Henry James Fullscreen Ambassadors (1903)

Pause

"It's the child!" he had exclaimed to her almost as soon as she appeared; and though her direct response was for some time delayed he could feel in her meanwhile the working of this truth.

It might have been simply, as she waited, that they were now in presence altogether of truth spreading like a flood and not for the moment to be offered her in the mere cupful; inasmuch as who should ces dames prove to be but persons about whom—once thus face to face with them—she found she might from the first have told him almost everything?

This would have freely come had he taken the simple precaution of giving her their name.

There could be no better example—and she appeared to note it with high amusement—than the way, making things out already so much for himself, he was at last throwing precautions to the winds.

They were neither more nor less, she and the child's mother, than old school-friends—friends who had scarcely met for years but whom this unlooked-for chance had brought together with a rush.

It was a relief, Miss Gostrey hinted, to feel herself no longer groping; she was unaccustomed to grope and as a general thing, he might well have seen, made straight enough for her clue.

With the one she had now picked up in her hands there need be at least no waste of wonder.

"She's coming to see me—that's for YOU," Strether's counsellor continued; "but I don't require it to know where I am."

The waste of wonder might be proscribed; but Strether, characteristically, was even by this time in the immensity of space.

"By which you mean that you know where SHE is?"

She just hesitated. "I mean that if she comes to see me I shall—now that I've pulled myself round a bit after the shock—not be at home."

Strether hung poised.

"You call it—your recognition—a shock?"

She gave one of her rare flickers of impatience.

"It was a surprise, an emotion.

Don't be so literal.

I wash my hands of her."

Poor Strether's face lengthened.

"She's impossible—?"

"She's even more charming than I remembered her."

"Then what's the matter?"

She had to think how to put it.

"Well, I'M impossible. It's impossible.

Everything's impossible."

He looked at her an instant.

"I see where you're coming out.

Everything's possible."

Their eyes had on it in fact an exchange of some duration; after which he pursued: "Isn't it that beautiful child?"

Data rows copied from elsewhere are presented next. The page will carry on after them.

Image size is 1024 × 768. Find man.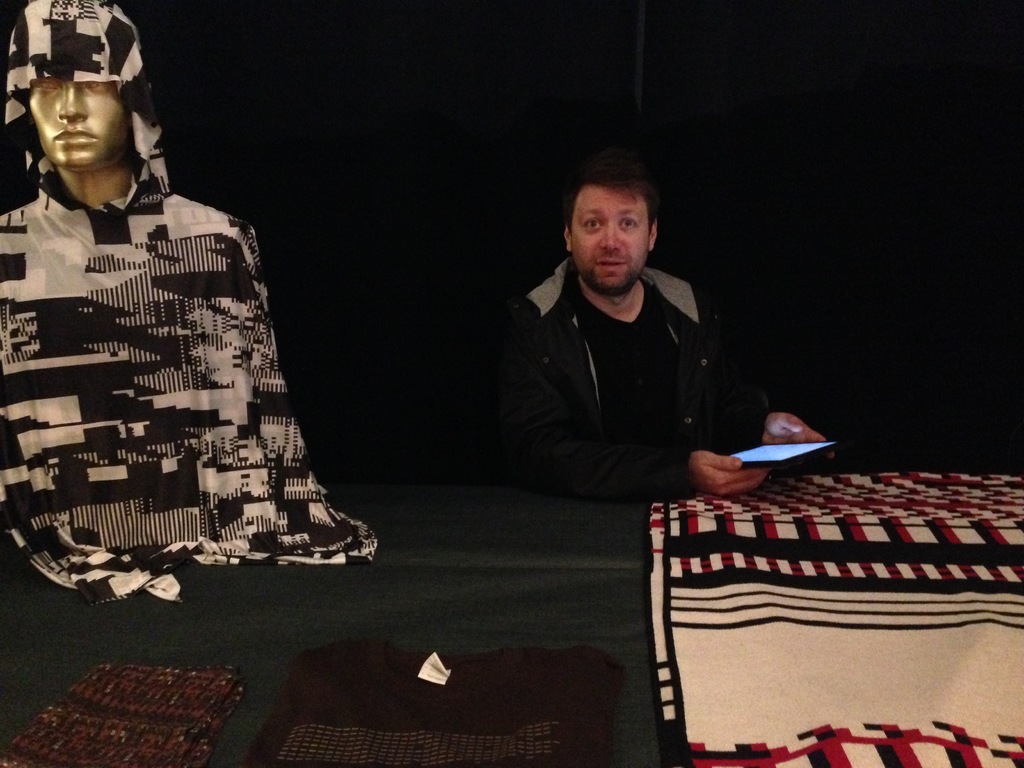
[left=0, top=0, right=378, bottom=605].
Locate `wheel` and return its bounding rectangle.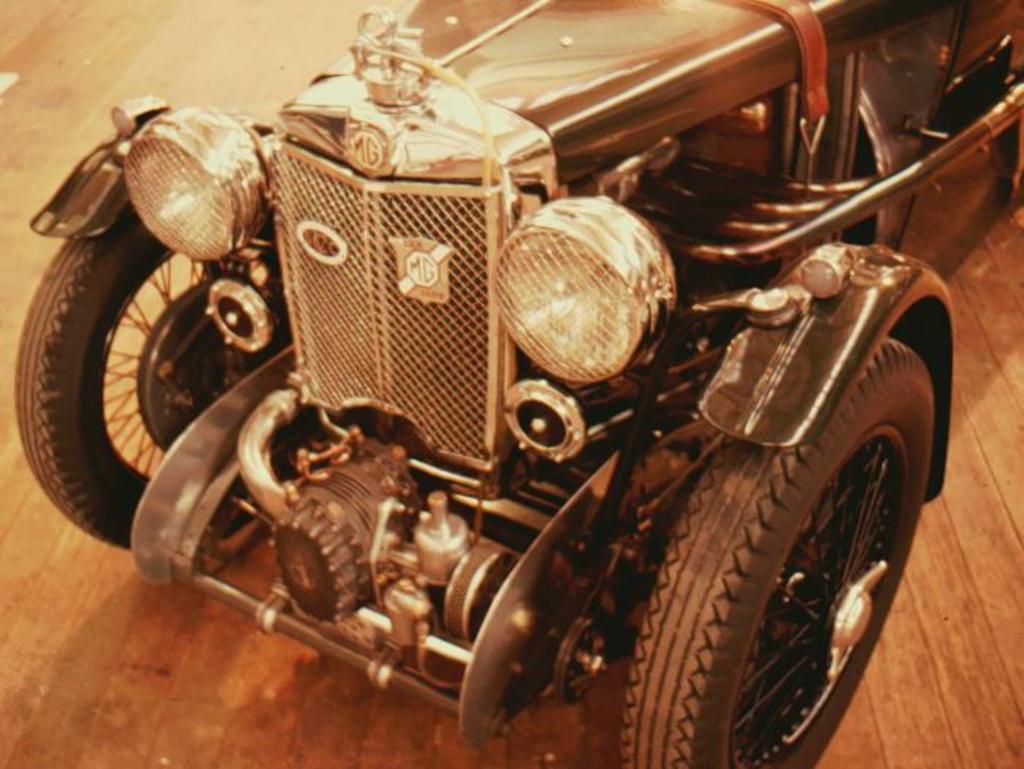
box=[22, 197, 249, 516].
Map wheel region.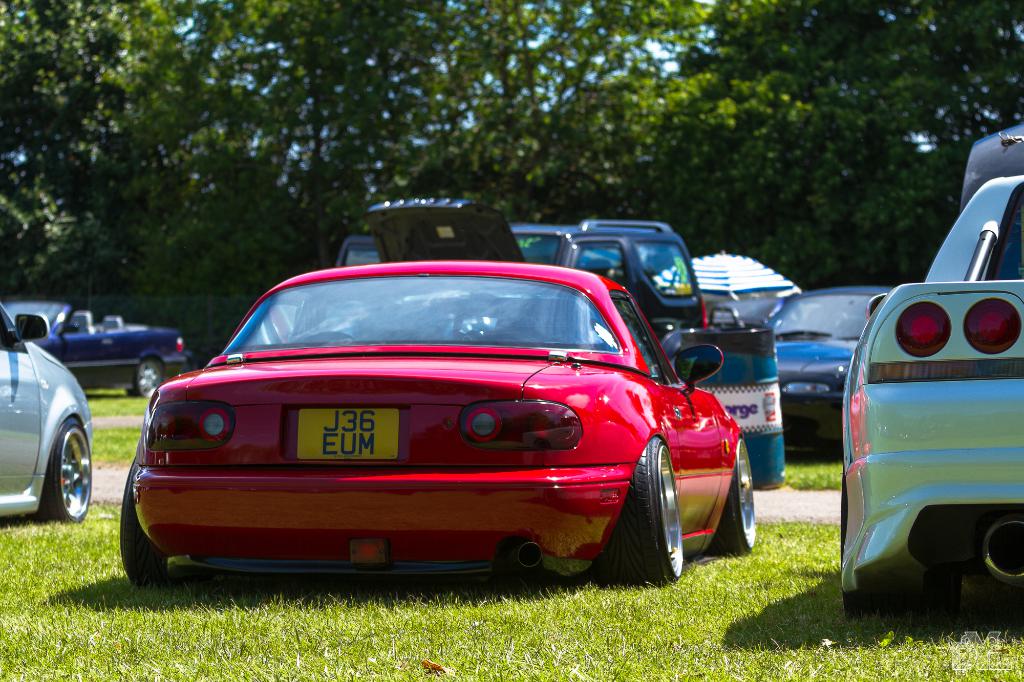
Mapped to [left=713, top=436, right=756, bottom=558].
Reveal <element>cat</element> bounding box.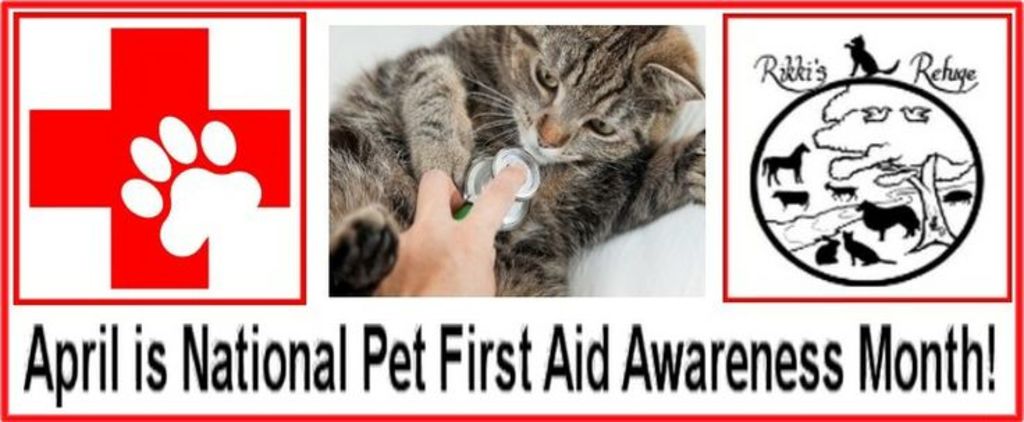
Revealed: [835,26,903,84].
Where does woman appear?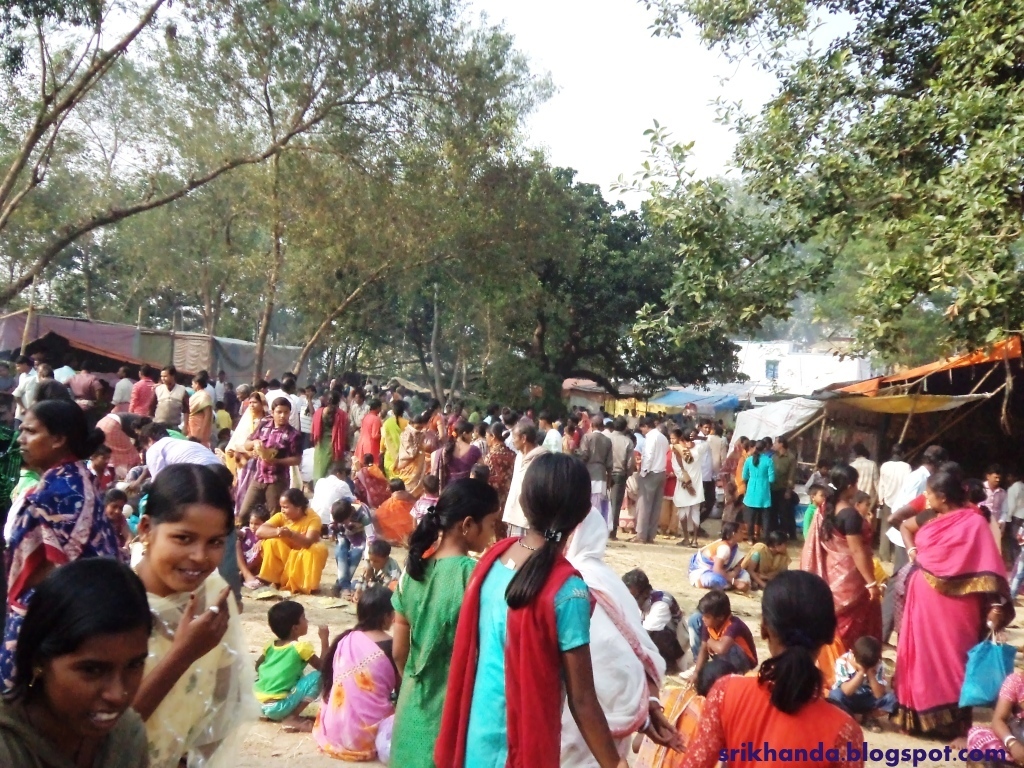
Appears at 719,439,747,525.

Then as she still said nothing: "Why don't you mean to receive her?"

Her answer in an instant rang clear.

"Because I wish to keep out of the business."

It provoked in him a weak wail.

"You're going to abandon me NOW?"

"No, I'm only going to abandon HER.

She'll want me to help her with you.

And I won't."

"You'll only help me with her?

Well then—!"

Most of the persons previously gathered had, in the interest of tea, passed into the house, and they had the gardens mainly to themselves.

The shadows were long, the last call of the birds, who had made a home of their own in the noble interspaced quarter, sounded from the high trees in the other gardens as well, those of the old convent and of the old hotels; it was as if our friends had waited for the full charm to come out.

Strether's impressions were still present; it was as if something had happened that "nailed" them, made them more intense; but he was to ask himself soon afterwards, that evening, what really HAD happened—conscious as he could after all remain that for a gentleman taken, and taken the first time, into the "great world," the world of ambassadors and duchesses, the items made a meagre total.

It was nothing new to him, however, as we know, that a man might have—at all events such a man as he—an amount of experience out of any proportion to his adventures; so that, though it was doubtless no great adventure to sit on there with Miss Gostrey and hear about Madame de Vionnet, the hour, the picture, the immediate, the recent, the possible—as well as the communication itself, not a note of which failed to reverberate—only gave the moments more of the taste of history.

It was history, to begin with, that Jeanne's mother had been three-and-twenty years before, at Geneva, schoolmate and good girlfriend to Maria Gostrey, who had moreover enjoyed since then, though interruptedly and above all with a long recent drop, other glimpses of her.

Twenty-three years put them both on, no doubt; and Madame de Vionnet—though she had married straight after school—couldn't be today an hour less than thirty-eight.

This made her ten years older than Chad—though ten years, also, if Strether liked, older than she looked; the least, at any rate, that a prospective mother-in-law could be expected to do with.

She would be of all mothers-in-law the most charming; unless indeed, through some perversity as yet insupposeable, she should utterly belie herself in that relation.

There was none surely in which, as Maria remembered her, she mustn't be charming; and this frankly in spite of the stigma of failure in the tie where failure always most showed.

It was no test there—when indeed WAS it a test there?—for Monsieur de Vionnet had been a brute.

She had lived for years apart from him—which was of course always a horrid position; but Miss Gostrey's impression of the matter had been that she could scarce have made a better thing of it had she done it on purpose to show she was amiable.

She was so amiable that nobody had had a word to say; which was luckily not the case for her husband.